AFRICA, TEXAS. Africa is three miles southeast of Center in central Shelby County. This predominantly black community was settled in the last quarter of the nineteenth century by former slaves who cleared the heavily wooded area for farming. The focus of the community was originally a one-room building that served as a school and as a meetingplace for the congregation of St. John's Baptist Church. Later a building was constructed for the church. Residents also built a two-story town hall, which served as a school building and community center where lodge meetings and other social affairs were held. Although periodic attempts were made to establish other churches in the community, none of them was successful. The school had forty-seven students in 1899, twenty in 1903, and seventy-six in 1938. At one time Africa also had a gristmill, a syrup mill, and three stores. During the 1940s and 1950s the population of the area declined, and improved transportation led to the consolidation of the school district with the Center school district. By 1983 only St. John's Baptist Church, a cemetery, and a few houses remained.

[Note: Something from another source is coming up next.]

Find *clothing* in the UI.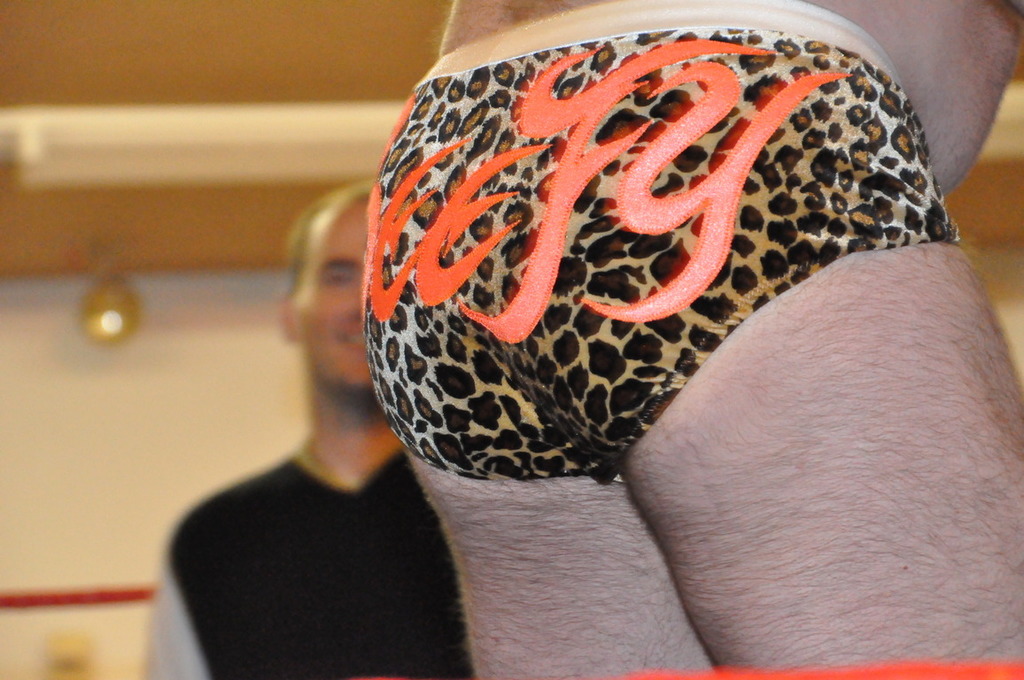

BIBLIOGRAPHY: Charles E. Tatum, Shelby County: In the East Texas Hills (Austin: Eakin, 1984).

 




Texas Almanac 2010-2011 At the Heart of Texas: One Hundred Years of the Texas State Historical Association, 1897–1997 .




Copyright © Texas State Historical Association
Terms of Use  Comment/Contact  Policy Agreement  Last Updated: February 2, 2010
Published by the Texas State Historical Association
and distributed in partnership with the University of North Texas.